Come August, Sweet Briar College will close. Located in the lush Blue Ridge Mountains in Virginia, Sweet Briar has educated only women for more than 100 years.
The school administration announced the school faced “insurmountable financial challenges” and that the school’s $84 million endowment was not nearly enough to keep the college open. The financial crisis is tied directly to the decline in enrollment, a problem faced by smaller liberal arts colleges around the country.
Billionaire investor Mark Cuban says the closing of Green Briar is a good thing and that it heralds a higher education implosion.

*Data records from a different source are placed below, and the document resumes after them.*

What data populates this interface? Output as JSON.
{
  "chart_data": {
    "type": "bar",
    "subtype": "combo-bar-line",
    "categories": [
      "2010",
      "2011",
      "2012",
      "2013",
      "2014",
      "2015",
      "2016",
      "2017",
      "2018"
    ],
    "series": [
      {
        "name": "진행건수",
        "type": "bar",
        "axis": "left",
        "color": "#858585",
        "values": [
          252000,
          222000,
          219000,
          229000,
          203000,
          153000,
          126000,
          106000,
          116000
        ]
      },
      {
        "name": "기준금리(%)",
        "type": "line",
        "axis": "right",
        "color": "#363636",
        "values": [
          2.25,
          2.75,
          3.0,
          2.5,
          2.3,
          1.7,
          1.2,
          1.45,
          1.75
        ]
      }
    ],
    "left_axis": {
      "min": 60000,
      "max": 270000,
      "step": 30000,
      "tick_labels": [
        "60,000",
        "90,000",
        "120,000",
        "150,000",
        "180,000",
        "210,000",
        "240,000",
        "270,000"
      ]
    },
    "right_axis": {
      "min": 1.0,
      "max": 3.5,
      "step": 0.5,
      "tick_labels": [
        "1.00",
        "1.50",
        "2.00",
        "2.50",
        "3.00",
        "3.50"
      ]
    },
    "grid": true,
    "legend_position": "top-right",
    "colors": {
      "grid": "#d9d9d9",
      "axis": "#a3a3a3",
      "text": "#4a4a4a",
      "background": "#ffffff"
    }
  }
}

He points specifically to skyrocketing student debt tied directly to the increasing cost of tuition. As easy money has become available to students, colleges and universities have eagerly soaked it up by increasing tuition and spending it on improved physical plants, increasing the number of silly degrees and therefore faculty, along with more and more diversity officers and the like packing administrative buildings.

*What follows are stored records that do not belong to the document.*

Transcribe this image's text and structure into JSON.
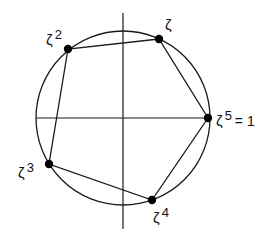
{
  "diagram": {
    "circle": {
      "cx": 123,
      "cy": 118,
      "r": 87
    },
    "axes": {
      "horizontal": {
        "x1": 36,
        "x2": 209,
        "y": 118
      },
      "vertical": {
        "x": 123,
        "y1": 13,
        "y2": 229
      }
    },
    "points": [
      {
        "name": "zeta-1",
        "x": 159,
        "y": 39,
        "label_base": "ζ",
        "label_sup": "",
        "label_suffix": "",
        "lx": 165,
        "ly": 30
      },
      {
        "name": "zeta-2",
        "x": 68,
        "y": 49,
        "label_base": "ζ",
        "label_sup": "2",
        "label_suffix": "",
        "lx": 46,
        "ly": 45
      },
      {
        "name": "zeta-3",
        "x": 49,
        "y": 164,
        "label_base": "ζ",
        "label_sup": "3",
        "label_suffix": "",
        "lx": 18,
        "ly": 178
      },
      {
        "name": "zeta-4",
        "x": 152,
        "y": 200,
        "label_base": "ζ",
        "label_sup": "4",
        "label_suffix": "",
        "lx": 153,
        "ly": 223
      },
      {
        "name": "zeta-5",
        "x": 208,
        "y": 118,
        "label_base": "ζ",
        "label_sup": "5",
        "label_suffix": "= 1",
        "lx": 216,
        "ly": 126
      }
    ],
    "polygon_order": [
      "zeta-1",
      "zeta-2",
      "zeta-3",
      "zeta-4",
      "zeta-5"
    ],
    "colors": {
      "stroke": "#1a1a1a",
      "dot": "#000000",
      "background": "#ffffff"
    }
  }
}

Current student debt stands at $1.3 trillion among 37 million debtors. Compare this to credit card debt at $882 billion among 175 million credit card holders. Student loans are remarkably easy to get and leave students often with a lifetime of debt and sometimes little hope of paying it back.
Tyler Durden, writing at zerohedge.com, explains that student loans, “as a result of their cumulative default and loss severity (including those loans which are ‘merely’ in deferment and forbearance) has surpassed the subprime bubble in terms of size.” Nine percent of student loans are now in default. Adding in the 12% in deferment and 11% in “forbearance,” “a third of all student loan are likely to end up un-repaid.” Durden says the problems are set to expand dramatically as the total amount of student debt is set to triple in the next ten years.

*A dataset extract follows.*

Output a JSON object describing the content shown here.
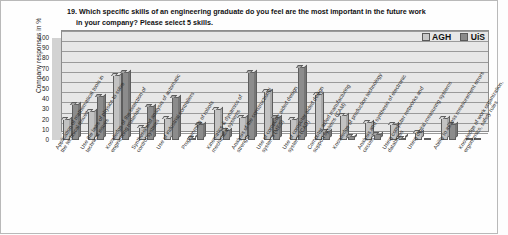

Cuban says any downtick in student enrollment can have a devastating effect on a university’s bottom line. At $40,000 yearly tuition, it does not take too big of an enrollment drop to have a crippling effect on a college’s bottom line. The math is simple. Losing 500 students puts a $20 million crimp in a college budget. A drop of 1,000 students adds up to a $40 million loss.
Cuban says it’s just a matter of time for this to happen across the board. He says the higher education bubble is similar to the housing bubble and the result will be the same. Homeowners found loans remarkably easy to get and easy to pay back, along with a nifty profit, as housing prices continued to rise. Once the market collapsed, many homeowners were left in dire circumstances.
In the same way, students are learning that paying back the student loan, which was easy to get, is far harder than they thought or were led to believe. Some students are wising up and backing away from higher-tuition schools like Sweet Briar. The result is obvious. Sweet Briar closes.
Cuban believes as this increasingly occurs, the bubble will burst.
He compares it also to the largely failing newspaper business, which didn’t adapt to a changing market. In the same way, “By the time they realize they need to change their business model it will be too late. Higher Education’s legacy infrastructure, employee costs [and] structures and debt costs will keep them from being able to recalibrate to a new generation of competitors.”
President Obama and the Democrats are naturally sympathetic to one of their main power bases in the academy and among students so they are working on a way to keep the money-train running, both to ensure students will still get easy money to fill university coffers but also to ensure that a huge percentage of them never have to pay it back. The administration is proposing a “streamlined” way for students to default.
Who will be left holding that bag? The taxpayer.